1. Define vital capacity. What is its significance?

2. State the volume of air remaining in the lungs after a normal breathing.

3. Diffusion of gases occurs in the alveolar region only and not in the other parts ofrespiratory system. Why?

4. What are the major transport mechanisms for CO2? Explain.

5. What will be the pO2 and pCO

2 in the atmospheric air compared to those in the

alveolar air ?

(i) pO2 lesser, pCO

2 higher

(ii) pO2 higher, pCO

2 lesser

(iii) pO2 higher, pCO

2 higher

(iv) pO2 lesser, pCO

2 lesser

6. Explain the process of inspiration under normal conditions.

7. How is respiration regulated?

8. What is the effect of pCO2 on oxygen transport?

9. What happens to the respiratory process in a man going up a hill?

10. What is the site of gaseous exchange in an insect?

11. Define oxygen dissociation curve. Can you suggest any reason for its sigmoidalpattern?

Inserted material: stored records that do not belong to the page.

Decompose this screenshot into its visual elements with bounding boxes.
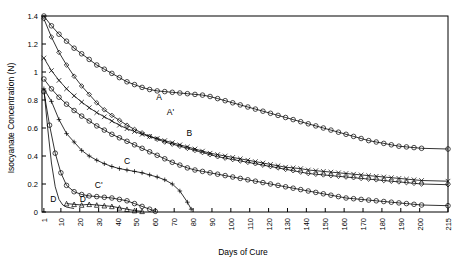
x-axis-tick-label: 170	[359, 218, 368, 231]
y-axis-tick-label: 0.6	[28, 124, 38, 133]
x-axis-tick-label: 30	[95, 218, 104, 226]
x-axis-tick-label: 100	[227, 218, 236, 231]
series-line-B2	[44, 79, 448, 206]
series-B2	[42, 77, 451, 208]
x-axis-tick-label: 10	[57, 218, 66, 226]
x-axis-tick-label: 200	[416, 218, 425, 231]
x-axis-tick-label: 215	[444, 218, 453, 231]
series-A'	[42, 17, 451, 188]
x-axis-tick-label: 140	[302, 218, 311, 231]
series-C'	[42, 89, 158, 213]
series-annotation-C: C	[124, 156, 130, 166]
y-axis-title: Isocyanate Concentration (N)	[6, 63, 16, 174]
series-annotation-C-prime: C'	[95, 180, 103, 190]
x-axis-tick-label: 110	[246, 218, 255, 230]
y-axis-tick-label: 1.2	[28, 40, 38, 49]
y-axis-tick-label: 1.4	[28, 12, 38, 21]
x-axis-tick-label: 190	[397, 218, 406, 231]
series-annotation-A: A	[156, 92, 162, 102]
series-line-D'	[67, 204, 143, 212]
x-axis-tick-label: 180	[378, 218, 387, 231]
y-axis-tick-label: 0	[34, 208, 38, 217]
isocyanate-concentration-line-chart: 00.20.40.60.811.21.411020304050607080901…	[0, 0, 457, 264]
series-annotation-D-prime: D'	[80, 194, 88, 204]
x-axis-tick-label: 1	[40, 218, 49, 222]
chart-container: 00.20.40.60.811.21.411020304050607080901…	[0, 0, 457, 264]
x-axis-tick-label: 50	[132, 218, 141, 226]
x-axis-tick-label: 60	[151, 218, 160, 226]
series-annotation-D: D	[50, 194, 56, 204]
series-annotation-A-prime: A'	[167, 107, 175, 117]
x-axis-tick-label: 150	[321, 218, 330, 231]
x-axis-tick-label: 20	[76, 218, 85, 226]
x-axis-tick-label: 120	[265, 218, 274, 231]
y-axis-tick-label: 0.2	[28, 180, 38, 189]
series-A	[42, 14, 451, 152]
x-axis-tick-label: 40	[114, 218, 123, 226]
y-axis-tick-label: 0.4	[28, 152, 38, 161]
series-line-C'	[44, 92, 155, 212]
x-axis-tick-label: 160	[340, 218, 349, 231]
y-axis-tick-label: 0.8	[28, 96, 38, 105]
x-axis-tick-label: 130	[283, 218, 292, 231]
series-B	[42, 56, 451, 184]
x-axis-tick-label: 90	[208, 218, 217, 226]
x-axis-tick-label: 70	[170, 218, 179, 226]
series-line-A	[44, 16, 448, 149]
y-axis-tick-label: 1	[34, 68, 38, 77]
x-axis-tick-label: 80	[189, 218, 198, 226]
series-annotation-B: B	[186, 128, 192, 138]
plot-frame	[42, 16, 448, 212]
series-layer	[42, 14, 451, 214]
x-axis-title: Days of Cure	[218, 247, 268, 257]
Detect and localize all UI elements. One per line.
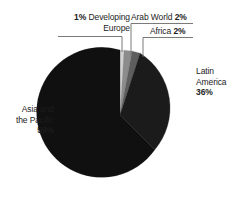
pie-label-africa-text: Africa bbox=[150, 26, 171, 36]
pie-label-latin-america-percent: 36% bbox=[196, 87, 213, 97]
pie-label-asia-pacific-percent: 59% bbox=[37, 125, 54, 135]
pie-label-africa-percent: 2% bbox=[173, 26, 185, 36]
pie-label-developing-europe: 1% Developing Europe bbox=[55, 12, 130, 33]
pie-label-arab-world-text: Arab World bbox=[131, 12, 172, 22]
pie-chart: 1% Developing Europe Arab World 2% Afric… bbox=[0, 0, 239, 204]
pie-label-latin-america-line2: America bbox=[196, 77, 226, 87]
pie-label-arab-world: Arab World 2% bbox=[131, 12, 187, 23]
pie-label-developing-europe-percent: 1% bbox=[74, 12, 86, 22]
pie-label-asia-pacific: Asia and the Pacific 59% bbox=[2, 104, 54, 136]
pie-label-developing-europe-line1: Developing bbox=[88, 12, 130, 22]
pie-label-latin-america-line1: Latin bbox=[196, 66, 214, 76]
pie-label-arab-world-percent: 2% bbox=[175, 12, 187, 22]
pie-label-developing-europe-line2: Europe bbox=[103, 23, 130, 33]
pie-label-latin-america: Latin America 36% bbox=[196, 66, 238, 98]
pie-label-africa: Africa 2% bbox=[150, 26, 186, 37]
pie-label-asia-pacific-line2: the Pacific bbox=[16, 115, 54, 125]
pie-label-asia-pacific-line1: Asia and bbox=[22, 104, 54, 114]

12. Have you heard about hypoxia? Try to gather information about it, and discusswith your friends.

13. Distinguish between

(a) IRV and ERV

(b) Inspiratory capacity and Expiratory capacity.

(c) Vital capacity and Total lung capacity.

14. What is Tidal volume? Find out the Tidal volume (approximate value) for a healthyhuman in an hour.